● What the exercise asks
Transcribe each entry exactly, without pictures.
··· Data for this exercise ···
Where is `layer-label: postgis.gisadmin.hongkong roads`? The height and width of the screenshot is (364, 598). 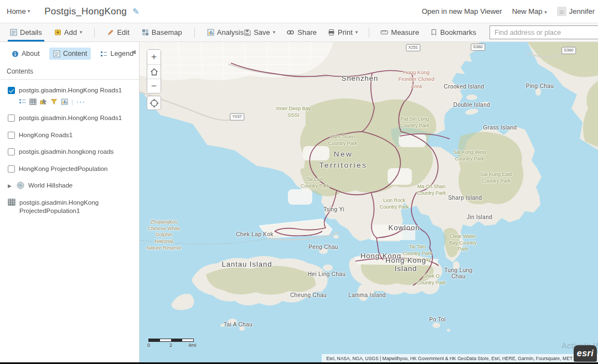
layer-label: postgis.gisadmin.hongkong roads is located at coordinates (66, 152).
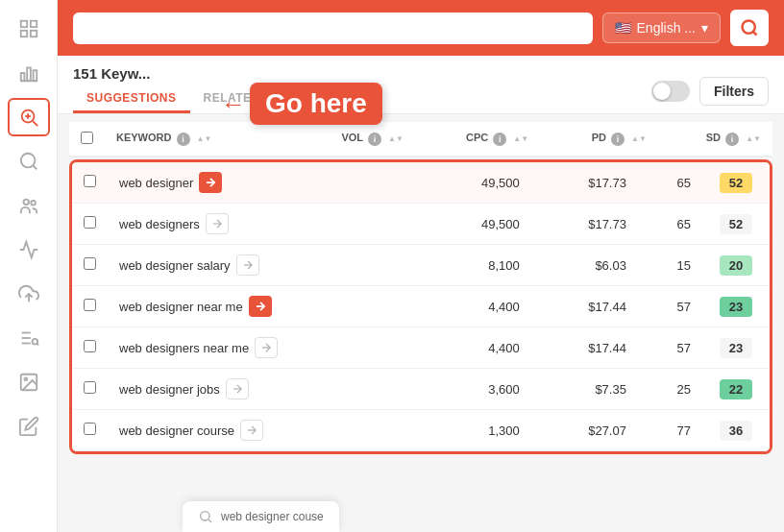 The width and height of the screenshot is (784, 532). Describe the element at coordinates (332, 29) in the screenshot. I see `search-bar: web designer` at that location.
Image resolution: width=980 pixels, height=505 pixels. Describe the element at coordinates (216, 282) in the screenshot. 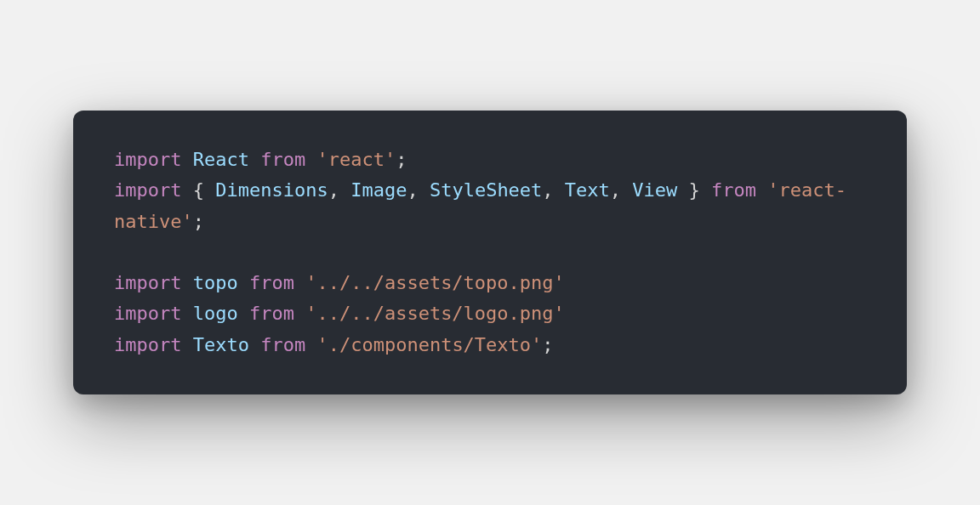

I see `code-token: topo` at that location.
···
● Response to this task
Where is `layer-label: postgis.gisadmin.hongkong roads`? The height and width of the screenshot is (364, 598). 
layer-label: postgis.gisadmin.hongkong roads is located at coordinates (66, 152).
 The width and height of the screenshot is (784, 532). Describe the element at coordinates (332, 29) in the screenshot. I see `search-bar: web designer` at that location.
Image resolution: width=980 pixels, height=505 pixels. Describe the element at coordinates (216, 282) in the screenshot. 

I see `code-token: topo` at that location.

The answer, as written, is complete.